I do miss it—but not for the classes, or the noise, or even the people. I miss the routine. The normalcy. I miss me, before everything turned inside out.

Before I woke up in someone else’s skin.

Luca replies fast, as always.

Luca:
What are they doing to you up there? Did the cold break your brain? Do I need to call someone to save you?

Me:
lol

I start to smile. He always was the type to make everything a joke. But right now, I’m weirdly grateful for it.

Then the next message hits:

Luca:
You said it’s an exchange, right? So is one of your cousins with your mom now?

I stare at the screen.

Shit.

I didn’t think that far ahead.

“Great,” I mutter to myself. “Time to start building the fake backstory.”

Me:
Yeah.

Luca:
Are they going to our school?

Me:
Yep.

I stare at the screen. He’s fast, annoyingly so. Already typing again before I can catch a breath.

Luca:
That’s all I get? Aren’t you gonna tell me about them? Or are they just the worst or something?

I chew the inside of my cheek. My thumb hesitates over the keyboard.

Then, slow, almost reluctant:

Me:
She’s fine. Probably as smart as me. Don’t know her super well.

I pause.

Stare at she.

That word hits weird. Like it buzzes against my skin in a way I don’t know how to name.
Still, it gives me a way out. A clean one.

No follow-up questions if I don’t know her that well.

Right?

Luca:
Is she hot?

I freeze, staring at the screen like the words might rearrange themselves into something less Luca.

“Gross. What the hell,” I mutter, scrubbing a hand down my face.

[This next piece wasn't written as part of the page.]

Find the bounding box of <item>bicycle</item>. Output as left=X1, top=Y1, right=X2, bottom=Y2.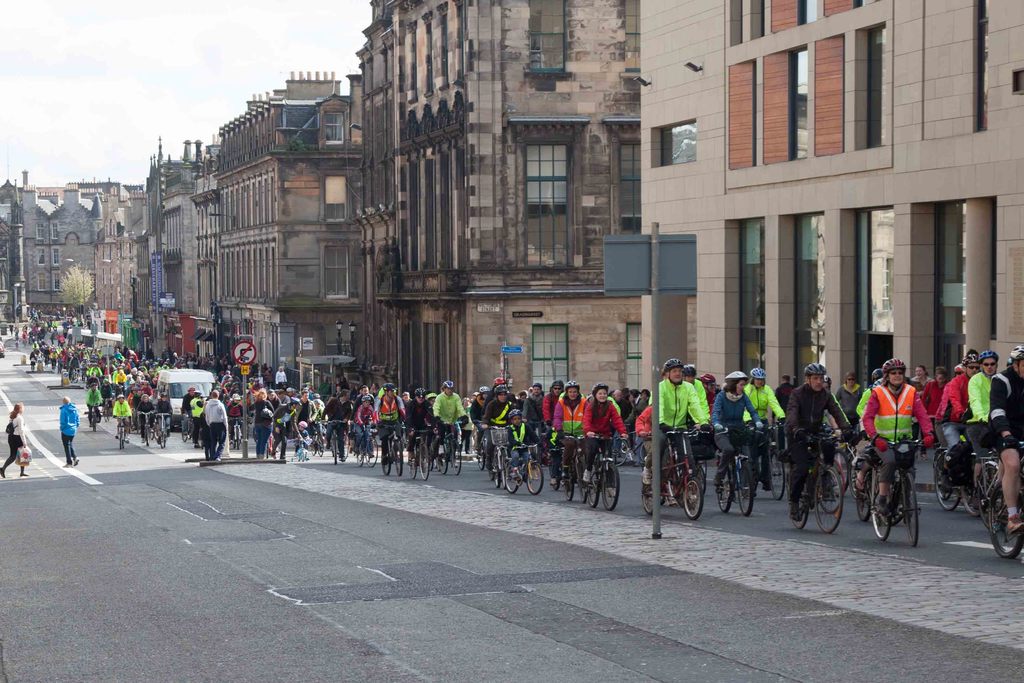
left=709, top=425, right=748, bottom=508.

Then it hits me again—he doesn’t know.

Of course he doesn’t.

He has no idea he’s asking if I’m hot.

That makes it worse.

I sigh hard, then type.

Me:
Gross, she’s my cousin.

There’s a pause in the thread. Then:

Luca:
Right, right forgot the cover story. Still. You could’ve just said yes and let me wonder.

Me:
No. Never doing that.

Luca:
Fine, fine. I’ll wait till she shows up and judge for myself. Can’t be hotter than you though.

My whole face burns.

He doesn’t mean it that way.

I stare at the screen, heart thudding against my ribs like it knows something I don’t want to admit.

Just leave her alone, I start to type—then backspace it immediately.

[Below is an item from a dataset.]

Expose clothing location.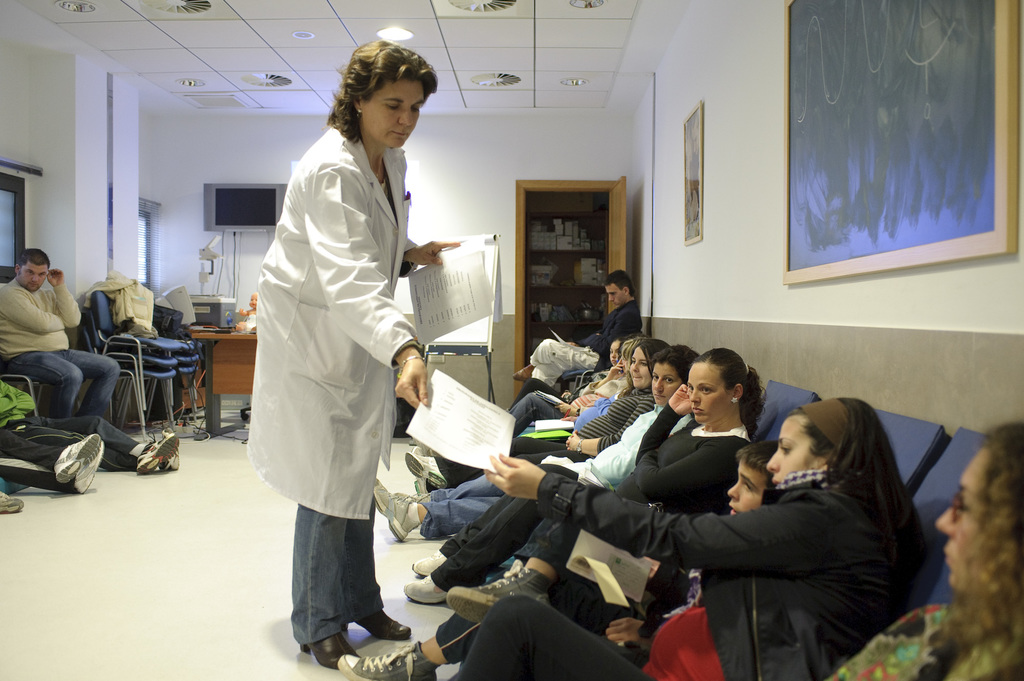
Exposed at crop(827, 597, 1023, 680).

No. That’s weird. Why would I say that? If she’s just a cousin, why would I be protective like that? It’d raise questions. Questions I really don’t want to answer.

I groan and drop the phone onto my chest, staring up at the ceiling like it holds the answers.

“I already regret this,” I mutter.

The phone buzzes again.

Luca:
What’s her name anyways?

Of course he wants a name.

I stare at the text like it might burst into flames. I didn’t think that far. I was too busy panicking and spiraling and figuring out how to exist.

Okay. Think.

Name. Name…

My fingers move on their own.

Me:
Her name’s Erin.

I hit send.

Now I really regret this.

Luca:
Haha no way, seriously what’s her name?

I stare at the screen, biting the inside of my cheek.

Okay. Okay.

“Erin” was a terrible idea. Way too close. Might as well have gone with “DefinitelyNotArin.”

I need something normal. Safe. Something that won’t trip me up later or sound like a panicked half-lie if someone else asks.

I think fast—scrolling through every generic, non-suspicious name I can imagine.

Lisa. Emma. Rachel.

“Elisa.”

It just comes to me.

Me:
Elisa.

I send it before I can overthink it. My thumb lifts off the screen like I just lobbed a live grenade into the middle of my life.

Too late now.

Luca:
Dang, fancy. Elisa sounds like she drinks tea and judges people for using paper plates.

I snort despite myself.

Me:
Yeah well, she might. Idk.

Luca:
Tell her to save me a seat at lunch if she’s not too elite.

I pause.

Right. Lunch. School. Being seen.

This cover story might be holding—for now.

But tomorrow?

Tomorrow’s going to be a whole new kind of nightmare.